Dr. Diana Natalicio, president of the University of Texas at El Paso, one of the 12 institutions singled out for recognition, said part of UTEP’s success can be credited to the university’s “heavy investment” and relationship with the K-16 schools in the region. About 83 percent of the institution’s 20,000 students are from the El Paso area. This has helped the institution build a “smooth pathway” from kindergarten onward, thus helping Hispanic students be prepared to pursue collegiate-level work, she said during a conference call to announce the report’s findings.

One of the schools that has aligned its curriculum with UTEP is also listed in the report.

The other institutions highlighted include: East Los Angeles College; California State University, Los Angeles; California State University, Dominguez Hills; CUNY-Borough of Manhattan Community College; CUNY-LaGuardia Community College; CUNY-New York City College of Technology; CUNY-Lehman College; South Texas College and the University of Texas-Pan American.

Natalicio also used the conference call as an opportunity to highlight how the report debunks claims about the success of Hispanic college students. She said that the success of these students has been tainted by how graduation rates have been reported to the U.S. Department of Education.

Natalicio said 70 percent of UTEP’s students are not factored in the federal graduation rates. Students who transferred and attended other schools prior to UTEP, for example, are considered “drop outs” and are not counted as graduates when they finish, she said.

“The impression that people have nationally is that the students are performing at a lower level — that’s not true. They aren’t being counted,” Natalicio said.

Deborah Santiago, vice president for policy and research at Excelencia in Education and the author of the report, said serving students is critical — not just enrolling them.

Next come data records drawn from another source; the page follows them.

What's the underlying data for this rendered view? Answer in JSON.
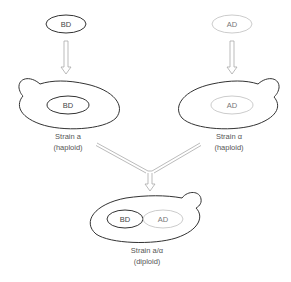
{
  "diagram": {
    "colors": {
      "dark_stroke": "#333333",
      "light_stroke": "#cccccc",
      "arrow_stroke": "#aaaaaa",
      "text": "#555555"
    },
    "top_left_plasmid": {
      "label": "BD"
    },
    "top_right_plasmid": {
      "label": "AD"
    },
    "strain_a": {
      "inner_label": "BD",
      "name": "Strain a",
      "ploidy": "(haploid)"
    },
    "strain_alpha": {
      "inner_label": "AD",
      "name": "Strain α",
      "ploidy": "(haploid)"
    },
    "diploid": {
      "inner_left_label": "BD",
      "inner_right_label": "AD",
      "name": "Strain a/α",
      "ploidy": "(diploid)"
    }
  }
}
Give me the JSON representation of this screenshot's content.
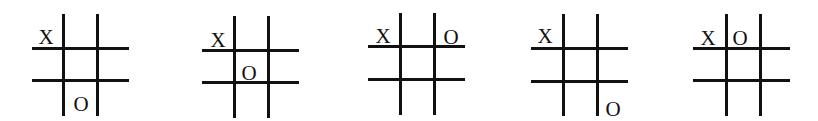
{
  "figure": {
    "line_color": "#111111",
    "background": "#ffffff",
    "boards": [
      {
        "id": 1,
        "cells": [
          [
            "X",
            "",
            ""
          ],
          [
            "",
            "",
            ""
          ],
          [
            "",
            "O",
            ""
          ]
        ],
        "marks": [
          {
            "symbol": "X",
            "row": 0,
            "col": 0
          },
          {
            "symbol": "O",
            "row": 2,
            "col": 1
          }
        ]
      },
      {
        "id": 2,
        "cells": [
          [
            "X",
            "",
            ""
          ],
          [
            "",
            "O",
            ""
          ],
          [
            "",
            "",
            ""
          ]
        ],
        "marks": [
          {
            "symbol": "X",
            "row": 0,
            "col": 0
          },
          {
            "symbol": "O",
            "row": 1,
            "col": 1
          }
        ]
      },
      {
        "id": 3,
        "cells": [
          [
            "X",
            "",
            "O"
          ],
          [
            "",
            "",
            ""
          ],
          [
            "",
            "",
            ""
          ]
        ],
        "marks": [
          {
            "symbol": "X",
            "row": 0,
            "col": 0
          },
          {
            "symbol": "O",
            "row": 0,
            "col": 2
          }
        ]
      },
      {
        "id": 4,
        "cells": [
          [
            "X",
            "",
            ""
          ],
          [
            "",
            "",
            ""
          ],
          [
            "",
            "",
            "O"
          ]
        ],
        "marks": [
          {
            "symbol": "X",
            "row": 0,
            "col": 0
          },
          {
            "symbol": "O",
            "row": 2,
            "col": 2
          }
        ]
      },
      {
        "id": 5,
        "cells": [
          [
            "X",
            "O",
            ""
          ],
          [
            "",
            "",
            ""
          ],
          [
            "",
            "",
            ""
          ]
        ],
        "marks": [
          {
            "symbol": "X",
            "row": 0,
            "col": 0
          },
          {
            "symbol": "O",
            "row": 0,
            "col": 1
          }
        ]
      }
    ]
  },
  "labels": {
    "b1_x": "X",
    "b1_o": "O",
    "b2_x": "X",
    "b2_o": "O",
    "b3_x": "X",
    "b3_o": "O",
    "b4_x": "X",
    "b4_o": "O",
    "b5_x": "X",
    "b5_o": "O"
  }
}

Santiago said research such as the Excelencia in Education report is needed to evaluate achievement among Hispanic students and to help educators find new ways to serve Hispanic college students. She urged those concerned about the success of other students to acknowledge that if these HSIs’ policies work for Hispanic undergraduates, they will also work for other racial/ethnic groups as well.

“These students can really be trend setters in higher education,” Santiago said.

Excelencia’s Recommendations for Other Institutions:

• Create a culture of evidence. Use disaggregated data to better understand how students are performing and to inform campus initiatives.

• Share data on Hispanic students with faculty, staff, and students. The college community should know how students are performing, which will encourage stakeholders to become engaged in institutional efforts.

• Use short-term measures of academic progress to guide improvements in curricula, instruction, and support services for Hispanic students. Using short-term measures of academic progress engages faculty in the scholarship of student success and focuses their efforts to improve their own students’ achievement and their institutions’ capacity to serve students.

• Encourage and support the sharing of disaggregated student data between community colleges and baccalaureate-granting institutions. This help to establish better transfer pathways and better understanding of the barriers to Hispanic college student success.

• Provide a holistic approach to serving Hispanic students within the institution. Too often academic, support services and student life programs operate independently and may be either duplicative or ineffective.  

• Partner with other educational organizations in the community to align educational resources. Hispanic students tend to enroll in colleges in their own community, so there is a rich opportunity to align educational services in the K-16 pathway to better support students.

• Seek external sources to develop and test innovative practices while adding proven practices to the institutional budget. The 12 institutions in this study actively sought and received additional federal, state, or private support to finance their student success activities.

Apply lessons learned in improving services to Hispanics to improve services for all students. Effective practices for improving Hispanic success will likely help other students.